In December 2020, the FDA’s Center for Biologics Evaluation and Research issued guidance for industry on “Bacterial Risk Control Strategies for Blood Collection Establishments and Transfusion Services to Enhance the Safety and Availability of Platelets for Transfusion.”

The guidance outlined three options for bacterial mitigation: pathogen reduction, large volume delayed sampling (LVDS), and rapid testing. FDA also gave healthcare providers until March 31, 2021 to implement their chosen mitigation method; that deadline was later extended to October 1. Each method carries a different price tag; pathogen reduction, which is usually done by the donation collector, runs about $150 to $200, while LVDS is about $83, and rapid testing — done at the point of use, which is often at a hospital — is about $25.

However, the Red Cross, which supplies about 40% of the nation’s blood products, announced in July 2020 that it would transition to using the pathogen reduction method, although it would also continue using the LVDS method in certain circumstances until it could complete the full transition to pathogen reduction. The Red Cross also said that it would increase its clients’ fees by either $83 or $150 per unit, depending on which method was being used for the product a client received. Eventually, all Red Cross blood products will undergo pathogen reduction, so the $150 fee will then apply to all Red Cross clients.

In a fall/winter 2020 publication, the Red Cross explained its thinking on bacterial mitigation, noting that the limitations of one type of rapid test — the Verax Pan Genera Detection (PGD) test — “include implementation, the need for additional testing to confirm an initial positive result, and a significant false positive rate (0.51%).” The publication quoted a 2020 study by researchers at the Red Cross that found that “between 2013 and 2018, using the Red Cross hemovigilance database, a total of 475 initially reactive PGD tests were identified, of which only 1.5% turned out to be true positives … Based on their analysis the authors conclude that initially reactive PGD test results have an adverse impact both on platelet inventories and blood center costs.”

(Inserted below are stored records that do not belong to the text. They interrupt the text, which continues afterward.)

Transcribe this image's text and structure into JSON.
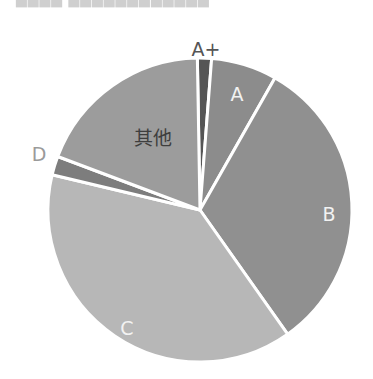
{
  "header": {
    "title_cut_off": "▄▄▄▄  ▄▄▄▄▄▄▄▄▄▄▄▄"
  },
  "chart_data": {
    "type": "pie",
    "title": "",
    "center": [
      200,
      210
    ],
    "radius": 152,
    "start_angle_deg": -1,
    "direction": "clockwise",
    "slice_gap_color": "#ffffff",
    "slices": [
      {
        "label": "A+",
        "value": 1.5,
        "color": "#555555",
        "label_color": "#555555",
        "label_pos": [
          206,
          50
        ],
        "label_outside": true
      },
      {
        "label": "A",
        "value": 7.0,
        "color": "#8c8c8c",
        "label_color": "#f2f2f2",
        "label_pos": [
          237,
          95
        ],
        "label_outside": false
      },
      {
        "label": "B",
        "value": 32.0,
        "color": "#909090",
        "label_color": "#f2f2f2",
        "label_pos": [
          329,
          215
        ],
        "label_outside": false
      },
      {
        "label": "C",
        "value": 38.5,
        "color": "#b7b7b7",
        "label_color": "#f2f2f2",
        "label_pos": [
          127,
          329
        ],
        "label_outside": false
      },
      {
        "label": "D",
        "value": 2.0,
        "color": "#7d7d7d",
        "label_color": "#9a9a9a",
        "label_pos": [
          39,
          155
        ],
        "label_outside": true
      },
      {
        "label": "其他",
        "value": 19.0,
        "color": "#9c9c9c",
        "label_color": "#3e3e3e",
        "label_pos": [
          153,
          139
        ],
        "label_outside": false
      }
    ],
    "legend": null,
    "grid": false
  }
}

But a Verax spokesman said in a phone call that the Red Cross was using old data and the false-positive issue has since been corrected. He pointed to a study by Verax researchers — published a few months later in the same journal — which showed that an updated version of the Verax test “yielded no false‐positive results among 3,802 individual indate platelets of seven different types (observed specificity, 100%).”

Implications for Rural Hospitals

The Red Cross’s decision to use the pathogen reduction test is bad news for hospitals, especially rural hospitals, Rep. Earl “Buddy” Carter (R-Ga.), RPh, one of the chief authors of the HHS/FDA letter, said in a phone interview. “It is raising the cost to them,” he told MedPage Today. “The rapid test is advantageous for a number of reasons. First of all, it’s less expensive than the other two. Not only that, but it has a longer shelf life, and that’s particularly important to the rural hospitals,” who may not use their blood products as quickly as urban and suburban facilities. In addition, he said, there have been reports of blood products that were found to be infected with bacteria even after the pathogen reduction method had been used.

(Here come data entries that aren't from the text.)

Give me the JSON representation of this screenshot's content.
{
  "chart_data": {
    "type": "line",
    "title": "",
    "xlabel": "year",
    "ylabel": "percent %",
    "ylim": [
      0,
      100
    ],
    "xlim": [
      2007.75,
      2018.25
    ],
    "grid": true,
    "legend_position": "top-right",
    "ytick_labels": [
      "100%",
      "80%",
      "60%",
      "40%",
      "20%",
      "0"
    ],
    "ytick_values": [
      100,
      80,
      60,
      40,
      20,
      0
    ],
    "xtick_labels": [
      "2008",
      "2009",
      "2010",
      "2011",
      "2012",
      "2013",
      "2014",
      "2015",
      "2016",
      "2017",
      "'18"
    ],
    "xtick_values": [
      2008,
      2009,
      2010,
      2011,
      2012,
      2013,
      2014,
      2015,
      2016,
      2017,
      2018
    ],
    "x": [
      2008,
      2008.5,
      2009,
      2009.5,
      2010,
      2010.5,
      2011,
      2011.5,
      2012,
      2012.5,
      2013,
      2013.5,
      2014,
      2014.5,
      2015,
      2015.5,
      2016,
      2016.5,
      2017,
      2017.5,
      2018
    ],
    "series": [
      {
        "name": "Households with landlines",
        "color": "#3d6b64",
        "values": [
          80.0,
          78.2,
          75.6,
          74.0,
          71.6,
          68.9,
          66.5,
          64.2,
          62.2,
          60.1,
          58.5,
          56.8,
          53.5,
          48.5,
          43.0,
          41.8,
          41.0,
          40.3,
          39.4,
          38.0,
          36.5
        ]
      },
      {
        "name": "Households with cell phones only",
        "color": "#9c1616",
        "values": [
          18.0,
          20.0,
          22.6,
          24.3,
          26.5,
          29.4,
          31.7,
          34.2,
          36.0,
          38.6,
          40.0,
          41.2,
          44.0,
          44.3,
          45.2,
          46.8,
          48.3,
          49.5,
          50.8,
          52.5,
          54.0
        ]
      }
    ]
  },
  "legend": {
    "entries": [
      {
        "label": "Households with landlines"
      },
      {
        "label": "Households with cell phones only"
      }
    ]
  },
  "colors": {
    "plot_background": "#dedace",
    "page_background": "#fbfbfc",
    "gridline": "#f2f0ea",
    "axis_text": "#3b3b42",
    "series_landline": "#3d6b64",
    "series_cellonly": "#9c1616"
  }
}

“What we’re trying to achieve here is to make sure that patients and providers have choice, and they deserve to have that choice,” Carter, a pharmacist, said. “They deserve to have the best product available.” (Disclosure: Carter wrote an opinion piece on this issue that was published on MedPage Today last September.)

Although the letter to HHS and FDA was signed only by Republican representatives, Carter said he has gotten support from some House Democrats, as well as from some senators. “This is not a partisan issue,” he said, adding that he is hoping that the letter will “make sure that HHS and FDA understand that we’re paying attention in Congress and we know what’s going on, and we want to make sure they know what’s going on. We also want them to look at these methods and to address this situation,” perhaps by ranking the mitigation methods in order of preference or by giving some other guidance.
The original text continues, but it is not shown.